Signs of the Times

Walter F. MacGowan in a column in Front Rank, St. Louis, Missouri

The entire outcome of individual and corporate life in nations and among nations is totally dependent upon our attitude toward the matter of loyalty to the cause of the creator. Final outcomes are decided by a thousand little decisions. What motivates your little decisions? That's what makes the difference. There must be one great motivating force which determines your every little decision in individual life, family life, business life, and social life. That force is our loyalty to God.

Pasadena Star News in the column This Week in Religion Pasadena, California

A growing interest in divine, or spiritual, healing is being shown by major church bodies.

Although this field of work is generally associated with the Christian Science Church, several other communions are indicating a marked interest in it. Among these are the Church of England and the Church of Scotland, the latter a Presbyterian denomination.

The bishops of the Church of England [recently] asked the Archbishop of Canterbury to appoint a committee or commission to conduct a study of the ministry of healing, an action which was said to reflect the widespread interest in the subject in Great Britain.

Earlier, the Presbytery of Glasgow named a special committee to investigate divine healing. Similar groups, including one in Edinburgh, had previously been formed throughout Scotland.

And in Canada a spiritual healing movement sponsored by Anglicans has attracted an increasing following during the past few years.

The Anglican bishops carried on an extensive debate before calling for an inquiry into the problems and opportunities of spiritual healing....

The Bishop of Derby, Dr. Edward Albert John Rawlinson, said that the bishops must not deny the possibility of miracles. Dr. C. M. Chavasse, Bishop of Rochester, said that a doctor had told him of three cases of cures which looked like miracles.

"There is no doubt that there is an unexplained force, and we may be on the verge of some outstanding discoveries," said Dr. Edward Sydney Woods, Bishop of Lichfield, in urging full investigation of the question.

Coming from respected Anglican bishops such statements drew wide interest....

Of equal importance is the seriousness with which divine healing is being taken in the Church of Scotland. Here some study groups are concerned primarily with individual and group prayer in the treatment of ailments, others with pastoral psychology, and still others with the "laying on of hands."

The most striking development in this field has been the emergence during the last few years of a small group of ministers who practice the laying on of hands. [The ministers] claim successes in the treatment of such illnesses as tuberculosis, cancer, sclerosis, arthritis, rheumatism, pneumonia, and many minor complaints....

Prayer at the bedside of a sick parishioner is a tradition of Church of Scotland ministers, many of whom are firmly convinced that recovered health has been a direct result of prayer. Out of this has developed the practice of group prayer on behalf of the ailing....

The Canadian spiritual healing movement, led by Dr. Albert E. Cliffe of Montreal, an Anglican lay reader, claims many cures of physical ailments.

Dr. Isaac K. Beckes in an article in the Sun-Commercial Vincennes, Indiana

Spiritual factors are decisive in community life. They decide the outlook and the basic attitudes of a people. They decide whether a community is creatively progressive or hopelessly lost in the status quo.

Practical considerations press so constantly upon us we forget that overattention to material ends finally brings poverty and defeat in all phases of human endeavor.... When we think of God in human life, we think entirely of such qualities as personal piety and moral conformity and overlook the primary aspect of His spirit among us—creativity....

Why is it that a merchandising institution in the hands of one man slips into bankruptcy, but in the hands of another becomes a vital servant of the community and rewards its owner financially? ... The answer seems to be in the creative imagination which a man brings to his task and in his dedication to the community in which he lives—spiritual elements of life....

Spiritually, under God, we have no alternative but to respect each other as individuals and to honor the sincere, though differing, viewpoints among us. The spirit of condemnation divides us, but the spirit of mutual respect builds the kind of community atmosphere conductive to community growth, to the fruition of the highest ideals, and to the kind of co-operation that makes for progress rather than disintegration....

New ideas, new dreams, new possibilities for community life are essentially spiritual qualities, born out of the creative activity of divine Providence among us. And, upon these spiritual capacities, more than any other, the future of our community rests.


■ Work order ■
No pictures go in the copy; everything else in the records below must be output exactly.

■ Data for processing ■
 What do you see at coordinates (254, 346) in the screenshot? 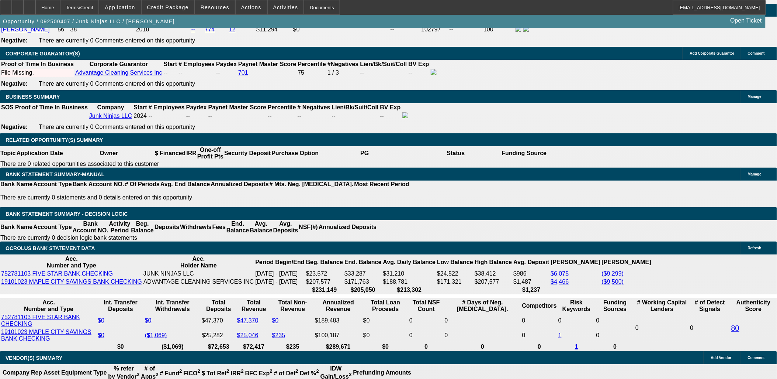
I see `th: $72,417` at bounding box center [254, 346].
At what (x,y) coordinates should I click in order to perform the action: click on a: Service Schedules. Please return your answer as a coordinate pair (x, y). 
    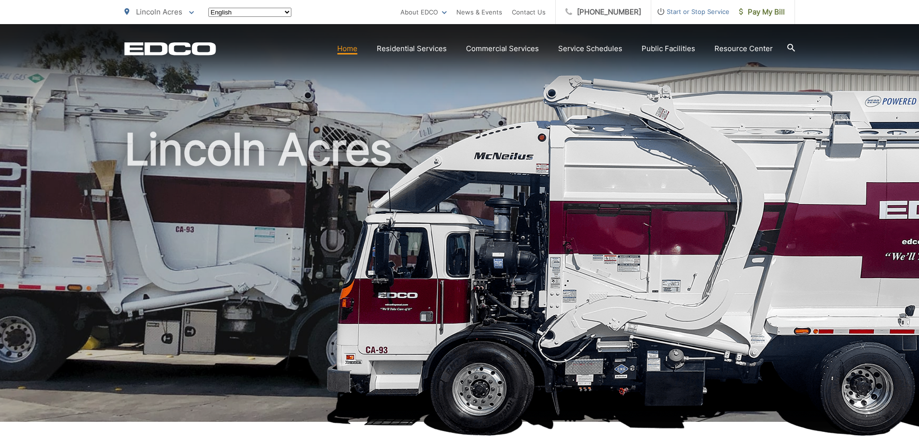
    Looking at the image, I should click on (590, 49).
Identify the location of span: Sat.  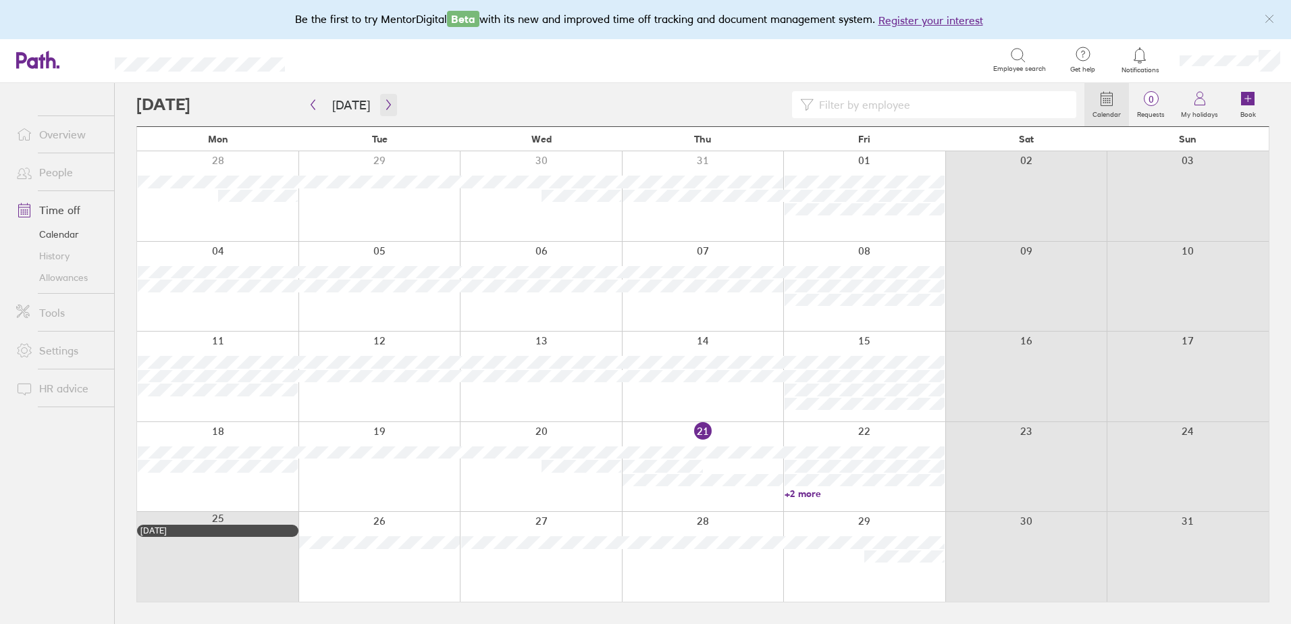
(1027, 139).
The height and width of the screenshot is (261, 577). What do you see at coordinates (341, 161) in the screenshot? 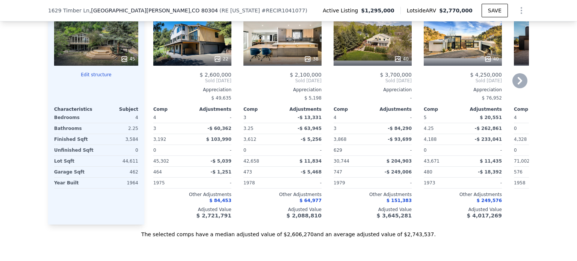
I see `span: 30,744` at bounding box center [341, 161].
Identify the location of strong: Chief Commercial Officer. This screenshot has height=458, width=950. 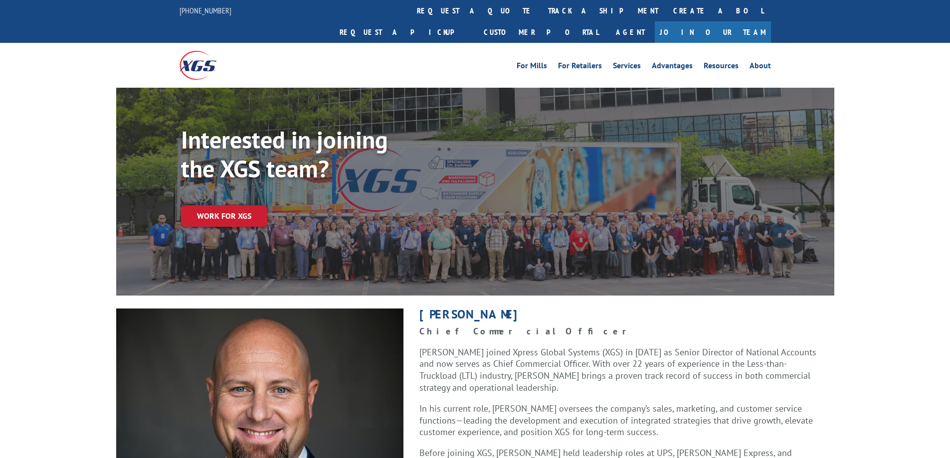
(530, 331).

■ Your response ■
 What do you see at coordinates (254, 346) in the screenshot? 
I see `th: $72,417` at bounding box center [254, 346].
At what (x,y) coordinates should I click in order to perform the action: click on a: Service Schedules. Please return your answer as a coordinate pair (x, y). 
    Looking at the image, I should click on (590, 49).
Identify the location of span: Sat.  
(1027, 139).
The height and width of the screenshot is (261, 577). What do you see at coordinates (341, 161) in the screenshot? 
I see `span: 30,744` at bounding box center [341, 161].
Identify the location of strong: Chief Commercial Officer. This screenshot has height=458, width=950. 
(530, 331).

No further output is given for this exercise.